2008年8月13日 星期三

Cross-disciplinary Learning in Medicine

The Hippocratic physicians also gave to us, as a bequest, a code of ethics which you will learn more about later this week. They generated the famous book, The Aphorisms of Hippocrates. This is a collect of pithy, sententious statements about how to care for sick people and how to live a moral life. 


The most famous of these aphorisms is the first: “Life is short. The Art is long. Opportunity is fleeing. Experience is delusive. Judgment is difficult.” Because the word Art is capitalized, it refers to the “Art of medicine”. You may, therefore read the aphorism as follows: “Life is short. The Art [of medicine] is long. Opportunity is fleeting. Experience is delusive. Judgment is difficult.” If we break there five phrases down into their component parts, there is much to be learned.


Life is short. The Art is long.” This means that no doctor can learn everything that he or she needs to know in one lifetime.


Opportunity is fleeting.” This means that the patient will come to see you at a particular point in his or her disease. You will only be offered a small window of opportunity with which make a diagnosis.


Experience is delusive.” This means that your individual experience as a physician can be deceptive. You must be cautious about thinking that you’ve learned something from “that interesting case I recently saw.” You will now be called upon to use evidence based medicine. You will use statistics to combine the experience of thousands of patients and doctors.


Judgment is difficult.” Every physician must learn judgment. You must learn when to operate and when not to operate, when to call in a consultant, and which therapy is best for the individual patient.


### WHAT YOU WILL DO
Read through the data below and state how many of its lines contain the word "category", adding nothing.

Dataset records on visual material:
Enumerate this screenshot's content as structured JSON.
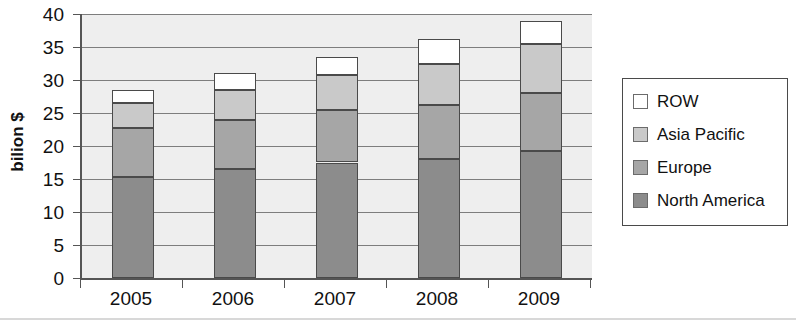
{
  "chart_data": {
    "type": "bar",
    "subtype": "stacked-vertical",
    "title": "",
    "xlabel": "",
    "ylabel": "bilion $",
    "categories": [
      "2005",
      "2006",
      "2007",
      "2008",
      "2009"
    ],
    "ylim": [
      0,
      40
    ],
    "yticks": [
      0,
      5,
      10,
      15,
      20,
      25,
      30,
      35,
      40
    ],
    "ytick_labels": [
      "0",
      "5",
      "10",
      "15",
      "20",
      "25",
      "30",
      "35",
      "40"
    ],
    "grid": true,
    "grid_axis": "y",
    "legend_position": "right",
    "series": [
      {
        "name": "North America",
        "color": "#8c8c8c",
        "values": [
          15.3,
          16.5,
          17.5,
          18.1,
          19.2
        ]
      },
      {
        "name": "Europe",
        "color": "#a6a6a6",
        "values": [
          7.4,
          7.5,
          8.0,
          8.1,
          8.8
        ]
      },
      {
        "name": "Asia Pacific",
        "color": "#c9c9c9",
        "values": [
          3.8,
          4.5,
          5.2,
          6.2,
          7.4
        ]
      },
      {
        "name": "ROW",
        "color": "#ffffff",
        "values": [
          2.0,
          2.5,
          2.8,
          3.8,
          3.6
        ]
      }
    ],
    "cumulative_tops": {
      "North America": [
        15.3,
        16.5,
        17.5,
        18.1,
        19.2
      ],
      "Europe": [
        22.7,
        24.0,
        25.5,
        26.2,
        28.0
      ],
      "Asia Pacific": [
        26.5,
        28.5,
        30.7,
        32.4,
        35.4
      ],
      "ROW": [
        28.5,
        31.0,
        33.5,
        36.2,
        39.0
      ]
    },
    "totals": [
      28.5,
      31.0,
      33.5,
      36.2,
      39.0
    ],
    "plot_background": "#eeeeee",
    "gridline_color": "#7d7d7d",
    "axis_color": "#555555",
    "bar_edge_color": "#4a4a4a"
  },
  "legend": {
    "entries": [
      {
        "label": "ROW",
        "color": "#ffffff"
      },
      {
        "label": "Asia Pacific",
        "color": "#c9c9c9"
      },
      {
        "label": "Europe",
        "color": "#a6a6a6"
      },
      {
        "label": "North America",
        "color": "#8c8c8c"
      }
    ]
  }
}
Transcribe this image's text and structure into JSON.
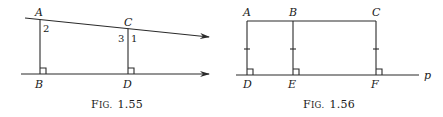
{
  "figures": [
    {
      "caption": "Fig. 1.55",
      "caption_prefix": "F",
      "caption_small": "IG.",
      "caption_num": "1.55",
      "points": {
        "A": "A",
        "B": "B",
        "C": "C",
        "D": "D"
      },
      "angles": {
        "a2": "2",
        "a3": "3",
        "a1": "1"
      }
    },
    {
      "caption": "Fig. 1.56",
      "caption_prefix": "F",
      "caption_small": "IG.",
      "caption_num": "1.56",
      "points": {
        "A": "A",
        "B": "B",
        "C": "C",
        "D": "D",
        "E": "E",
        "F": "F"
      },
      "line_label": "p"
    }
  ]
}
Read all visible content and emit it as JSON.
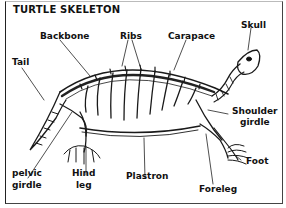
{
  "diagram": {
    "title": "TURTLE SKELETON",
    "labels": {
      "backbone": "Backbone",
      "ribs": "Ribs",
      "carapace": "Carapace",
      "skull": "Skull",
      "tail": "Tail",
      "shoulder_girdle_line1": "Shoulder",
      "shoulder_girdle_line2": "girdle",
      "foot": "Foot",
      "pelvic_girdle_line1": "pelvic",
      "pelvic_girdle_line2": "girdle",
      "hind_leg_line1": "Hind",
      "hind_leg_line2": "leg",
      "plastron": "Plastron",
      "foreleg": "Foreleg"
    }
  }
}
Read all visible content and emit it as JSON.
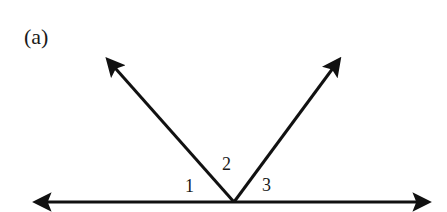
{
  "figure": {
    "panel_label": "(a)",
    "angle_labels": [
      "1",
      "2",
      "3"
    ],
    "colors": {
      "line": "#111111",
      "background": "#ffffff"
    }
  }
}
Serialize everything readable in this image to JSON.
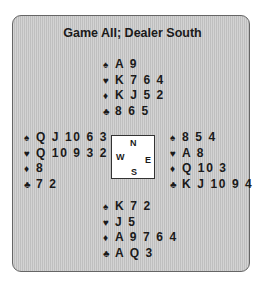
{
  "title": "Game All; Dealer South",
  "suit_symbols": {
    "spades": "♠",
    "hearts": "♥",
    "diamonds": "♦",
    "clubs": "♣"
  },
  "compass": {
    "north": "N",
    "south": "S",
    "east": "E",
    "west": "W"
  },
  "hands": {
    "north": {
      "spades": "A 9",
      "hearts": "K 7 6 4",
      "diamonds": "K J 5 2",
      "clubs": "8 6 5"
    },
    "west": {
      "spades": "Q J 10 6 3",
      "hearts": "Q 10 9 3 2",
      "diamonds": "8",
      "clubs": "7 2"
    },
    "east": {
      "spades": "8 5 4",
      "hearts": "A 8",
      "diamonds": "Q 10 3",
      "clubs": "K J 10 9 4"
    },
    "south": {
      "spades": "K 7 2",
      "hearts": "J 5",
      "diamonds": "A 9 7 6 4",
      "clubs": "A Q 3"
    }
  }
}
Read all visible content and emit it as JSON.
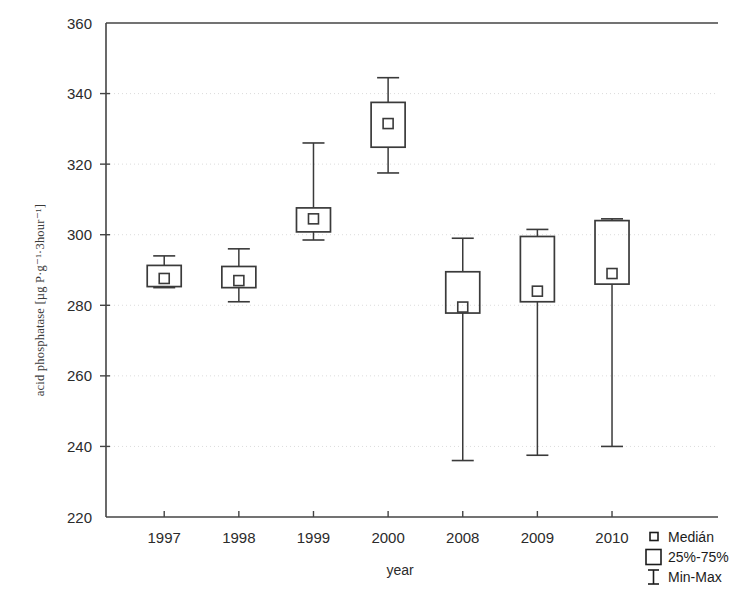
{
  "chart_data": {
    "type": "box",
    "title": "",
    "xlabel": "year",
    "ylabel": "acid phosphatase [µg P·g⁻¹·3hour⁻¹]",
    "categories": [
      "1997",
      "1998",
      "1999",
      "2000",
      "2008",
      "2009",
      "2010"
    ],
    "ylim": [
      220,
      360
    ],
    "yticks": [
      220,
      240,
      260,
      280,
      300,
      320,
      340,
      360
    ],
    "ytick_labels": [
      "220",
      "240",
      "260",
      "280",
      "300",
      "320",
      "340",
      "360"
    ],
    "grid": true,
    "legend_position": "bottom-right",
    "legend": [
      {
        "key": "median",
        "label": "Medián",
        "glyph": "small-square"
      },
      {
        "key": "quartiles",
        "label": "25%-75%",
        "glyph": "large-square"
      },
      {
        "key": "range",
        "label": "Min-Max",
        "glyph": "i-bar"
      }
    ],
    "boxes": [
      {
        "category": "1997",
        "min": 285.0,
        "q1": 285.3,
        "median": 287.6,
        "q3": 291.3,
        "max": 294.0
      },
      {
        "category": "1998",
        "min": 281.0,
        "q1": 285.0,
        "median": 287.0,
        "q3": 291.0,
        "max": 296.0
      },
      {
        "category": "1999",
        "min": 298.5,
        "q1": 300.8,
        "median": 304.5,
        "q3": 307.6,
        "max": 326.0
      },
      {
        "category": "2000",
        "min": 317.5,
        "q1": 324.8,
        "median": 331.5,
        "q3": 337.5,
        "max": 344.5
      },
      {
        "category": "2008",
        "min": 236.0,
        "q1": 277.8,
        "median": 279.5,
        "q3": 289.5,
        "max": 299.0
      },
      {
        "category": "2009",
        "min": 237.5,
        "q1": 281.0,
        "median": 284.0,
        "q3": 299.5,
        "max": 301.5
      },
      {
        "category": "2010",
        "min": 240.0,
        "q1": 286.0,
        "median": 289.0,
        "q3": 304.0,
        "max": 304.5
      }
    ]
  },
  "axes": {
    "y_title": "acid phosphatase [µg P·g⁻¹·3hour⁻¹]",
    "x_title": "year"
  },
  "colors": {
    "line": "#3a3a3a",
    "axis": "#444444",
    "grid": "#d8d8d8",
    "text": "#2b2b2b",
    "background": "#ffffff"
  }
}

### THE COMPLETED TASK
7